Last week the Everett Herald published a story noting that the current investigation into Reardon included testimony from an unnamed county employee who feels threatened by Reardon, saying she thinks he “could do her harm.” The story also cited the woman’s worries over a “letter that she threw away in Smokey Point.”

The Seattle Times also ran a piece on the affair, but did not name Dutton, seemingly because she had agreed to talk to them. The Times did get the woman on record, however, as saying that Snohomish County money indeed had been used to finance several trips Reardon took her on, in which he supposedly did little more than sit around and waste time.

“We had heard all summer that Aaron Reardon was rumored to have many affairs,” Hope told Seattle Weekly. “We don’t really care about Aaron’s personal life, but we were concerned that there was taxpayer money being used to support these relationships.”

Dutton, a bodybuilder and former employee at the Denney Juvenile Justice Center in Everett who now works at the Snohomish County Human Services Department, did not return calls seeking comment.

The Washington State Patrol, meanwhile, which has been extremely tight-lipped about the investigation, seemed unwittingly to confirm Dutton’s involvement. Reaching him by phone, I asked WSP spokesman Bob Calkins if the name Tamara Dutton rang a bell. “You mean in the Aaron Reardon case?” he replied unprompted, before explaining that he couldn’t comment.

In 2004, according to the above-named sources, Dutton and two other women sued Snohomish County for sexual harassment. One of Dutton’s former managers at Denney was supposedly set to testify, claims Hope, and considered spilling the beans about the illicit affair between her and Reardon. But before that could happen, the case was quietly settled, and no one ever had to talk on the record about what happened.

After piecing together the quarreling lovers’ letters, Swankosy says he told the Herald and other newspapers about the notes, but got no interest. Blair Anderson, Hope’s former treasurer who now works at a building firm in Texas, says that in 2007 he also got a call from a different friend who worked at Major League Pizza about those same letters. Anderson says this friend echoed Swankosy’s story about the blonde woman and the breakup notes, and because at the time he was in frequent contact with Reardon through his job lobbying the county for building contracts, he says he told Reardon about them.

“Aaron didn’t deny anything,” Anderson says. “He was very interested in where those letters were and what they said. But he never denied anything that was in them.”
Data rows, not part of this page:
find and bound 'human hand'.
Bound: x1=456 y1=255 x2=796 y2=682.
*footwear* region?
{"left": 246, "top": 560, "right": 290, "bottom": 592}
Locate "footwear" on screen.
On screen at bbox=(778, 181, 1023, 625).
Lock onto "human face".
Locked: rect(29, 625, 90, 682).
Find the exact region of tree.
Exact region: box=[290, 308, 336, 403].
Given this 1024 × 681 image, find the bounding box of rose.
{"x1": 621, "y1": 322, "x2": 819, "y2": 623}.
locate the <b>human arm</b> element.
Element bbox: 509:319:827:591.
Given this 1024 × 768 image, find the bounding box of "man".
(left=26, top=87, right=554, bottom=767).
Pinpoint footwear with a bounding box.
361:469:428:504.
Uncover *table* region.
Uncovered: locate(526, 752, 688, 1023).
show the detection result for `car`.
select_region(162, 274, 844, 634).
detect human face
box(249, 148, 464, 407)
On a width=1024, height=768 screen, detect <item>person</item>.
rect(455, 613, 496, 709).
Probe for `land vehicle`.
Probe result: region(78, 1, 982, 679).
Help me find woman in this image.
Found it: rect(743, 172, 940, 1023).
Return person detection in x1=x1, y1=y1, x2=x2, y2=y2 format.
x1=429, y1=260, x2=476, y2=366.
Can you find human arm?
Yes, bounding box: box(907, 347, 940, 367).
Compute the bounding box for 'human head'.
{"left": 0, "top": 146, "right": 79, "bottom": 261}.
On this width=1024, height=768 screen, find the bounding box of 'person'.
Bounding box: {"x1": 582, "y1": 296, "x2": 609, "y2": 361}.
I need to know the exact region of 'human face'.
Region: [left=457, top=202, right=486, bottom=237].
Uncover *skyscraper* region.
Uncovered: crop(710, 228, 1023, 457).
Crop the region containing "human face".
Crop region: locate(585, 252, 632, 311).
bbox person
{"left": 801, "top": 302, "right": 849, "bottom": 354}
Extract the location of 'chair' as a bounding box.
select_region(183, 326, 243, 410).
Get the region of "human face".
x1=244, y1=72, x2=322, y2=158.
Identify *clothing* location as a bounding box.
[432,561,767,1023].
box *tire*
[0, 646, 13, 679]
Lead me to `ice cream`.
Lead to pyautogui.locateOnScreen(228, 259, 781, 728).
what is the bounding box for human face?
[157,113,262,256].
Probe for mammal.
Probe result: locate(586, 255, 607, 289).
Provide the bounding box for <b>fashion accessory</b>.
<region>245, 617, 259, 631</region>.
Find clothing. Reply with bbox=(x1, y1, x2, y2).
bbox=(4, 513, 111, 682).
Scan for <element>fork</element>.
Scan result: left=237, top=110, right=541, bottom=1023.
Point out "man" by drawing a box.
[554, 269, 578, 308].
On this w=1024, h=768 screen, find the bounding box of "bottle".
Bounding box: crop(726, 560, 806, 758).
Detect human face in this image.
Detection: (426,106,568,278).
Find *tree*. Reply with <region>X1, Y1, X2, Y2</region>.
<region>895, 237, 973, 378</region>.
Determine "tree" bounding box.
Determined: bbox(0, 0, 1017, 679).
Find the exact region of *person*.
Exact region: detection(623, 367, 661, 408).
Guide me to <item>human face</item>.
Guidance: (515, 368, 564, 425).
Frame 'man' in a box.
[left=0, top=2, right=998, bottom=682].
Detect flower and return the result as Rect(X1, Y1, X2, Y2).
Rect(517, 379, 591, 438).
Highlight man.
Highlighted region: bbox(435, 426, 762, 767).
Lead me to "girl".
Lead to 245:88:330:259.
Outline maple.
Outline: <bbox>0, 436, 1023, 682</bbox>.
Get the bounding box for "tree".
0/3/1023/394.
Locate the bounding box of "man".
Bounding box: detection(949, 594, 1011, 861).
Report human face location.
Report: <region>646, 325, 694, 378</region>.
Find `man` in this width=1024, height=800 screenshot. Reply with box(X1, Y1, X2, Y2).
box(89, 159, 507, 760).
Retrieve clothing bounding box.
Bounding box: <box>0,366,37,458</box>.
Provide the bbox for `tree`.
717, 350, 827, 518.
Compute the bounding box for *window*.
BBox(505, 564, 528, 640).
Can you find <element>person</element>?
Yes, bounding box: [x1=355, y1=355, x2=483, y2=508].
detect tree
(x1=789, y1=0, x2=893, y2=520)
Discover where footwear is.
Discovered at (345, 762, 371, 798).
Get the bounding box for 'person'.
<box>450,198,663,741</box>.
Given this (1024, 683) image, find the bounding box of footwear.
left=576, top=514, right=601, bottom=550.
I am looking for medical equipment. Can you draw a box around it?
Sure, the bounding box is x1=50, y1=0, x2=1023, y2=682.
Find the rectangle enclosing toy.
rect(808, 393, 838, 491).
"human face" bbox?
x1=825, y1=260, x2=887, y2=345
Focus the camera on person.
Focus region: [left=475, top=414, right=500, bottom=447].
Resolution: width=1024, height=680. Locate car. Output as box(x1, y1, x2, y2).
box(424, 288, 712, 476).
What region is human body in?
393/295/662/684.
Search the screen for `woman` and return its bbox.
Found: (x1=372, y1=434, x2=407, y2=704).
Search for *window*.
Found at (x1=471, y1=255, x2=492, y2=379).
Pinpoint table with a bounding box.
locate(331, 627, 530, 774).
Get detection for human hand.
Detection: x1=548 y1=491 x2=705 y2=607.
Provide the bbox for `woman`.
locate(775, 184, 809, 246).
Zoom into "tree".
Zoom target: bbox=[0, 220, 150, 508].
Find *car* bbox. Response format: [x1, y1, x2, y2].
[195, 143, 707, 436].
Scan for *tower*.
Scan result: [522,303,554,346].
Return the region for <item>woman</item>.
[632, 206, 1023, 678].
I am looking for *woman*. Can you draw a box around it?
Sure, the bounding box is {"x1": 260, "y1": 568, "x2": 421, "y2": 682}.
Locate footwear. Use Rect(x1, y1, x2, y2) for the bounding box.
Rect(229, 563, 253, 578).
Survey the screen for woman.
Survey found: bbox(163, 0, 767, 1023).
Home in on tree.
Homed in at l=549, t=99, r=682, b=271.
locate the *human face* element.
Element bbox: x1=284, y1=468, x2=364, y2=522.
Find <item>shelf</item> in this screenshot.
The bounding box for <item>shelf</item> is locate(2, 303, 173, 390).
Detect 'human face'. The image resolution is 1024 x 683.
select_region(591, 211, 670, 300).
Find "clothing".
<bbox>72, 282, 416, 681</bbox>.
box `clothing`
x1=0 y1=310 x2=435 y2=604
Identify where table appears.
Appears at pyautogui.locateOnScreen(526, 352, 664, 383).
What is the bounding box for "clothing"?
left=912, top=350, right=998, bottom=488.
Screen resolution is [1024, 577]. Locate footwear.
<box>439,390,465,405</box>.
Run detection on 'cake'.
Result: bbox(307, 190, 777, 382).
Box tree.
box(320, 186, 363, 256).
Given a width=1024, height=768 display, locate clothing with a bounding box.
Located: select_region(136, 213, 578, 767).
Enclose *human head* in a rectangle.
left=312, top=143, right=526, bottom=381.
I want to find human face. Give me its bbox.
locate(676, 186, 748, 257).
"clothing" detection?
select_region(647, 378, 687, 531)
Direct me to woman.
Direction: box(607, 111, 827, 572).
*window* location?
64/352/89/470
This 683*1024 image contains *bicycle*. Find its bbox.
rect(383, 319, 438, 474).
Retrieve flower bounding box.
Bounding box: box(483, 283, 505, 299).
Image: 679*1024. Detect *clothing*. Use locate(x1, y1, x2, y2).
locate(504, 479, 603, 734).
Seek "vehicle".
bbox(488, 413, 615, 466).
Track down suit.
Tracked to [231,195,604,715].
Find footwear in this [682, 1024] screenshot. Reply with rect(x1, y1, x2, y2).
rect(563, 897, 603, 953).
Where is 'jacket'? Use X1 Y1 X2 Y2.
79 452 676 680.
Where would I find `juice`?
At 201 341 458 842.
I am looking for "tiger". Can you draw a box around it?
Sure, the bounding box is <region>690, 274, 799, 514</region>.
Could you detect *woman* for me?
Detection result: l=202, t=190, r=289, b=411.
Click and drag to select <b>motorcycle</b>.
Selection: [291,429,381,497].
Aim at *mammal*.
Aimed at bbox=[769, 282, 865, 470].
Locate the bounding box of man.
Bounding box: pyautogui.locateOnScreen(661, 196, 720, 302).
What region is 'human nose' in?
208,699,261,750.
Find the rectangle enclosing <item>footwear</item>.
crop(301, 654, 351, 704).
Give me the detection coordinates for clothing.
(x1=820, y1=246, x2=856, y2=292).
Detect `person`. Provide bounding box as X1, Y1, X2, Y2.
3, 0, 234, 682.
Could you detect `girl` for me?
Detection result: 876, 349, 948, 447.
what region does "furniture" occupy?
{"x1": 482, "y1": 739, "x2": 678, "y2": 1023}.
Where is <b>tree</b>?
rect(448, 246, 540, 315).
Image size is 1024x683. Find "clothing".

None of these accusations have been proven in court, or even publicly alleged by prosecutors. And normally such a lack of info might make for good gossip but little else—indeed, it’s been common gossip among people who follow Reardon.

In this case, however, with multiple sources on the record naming names; the WSP appearing to confirm Dutton’s involvement; the Times anonymously confirming the info; and notes from an investigation corroborating specific details of the sources’ stories, it’s clear that, at the very least, these accusations have more than enough merit for residents of Snohomish County, and Washington state as a whole, to know about them.

For his part, Reardon has been mostly silent, offering only a terse statement—”I am innocent of all criminal accusations and am confident I will be fully exonerated”—that, tellingly, ignored the affair accusations.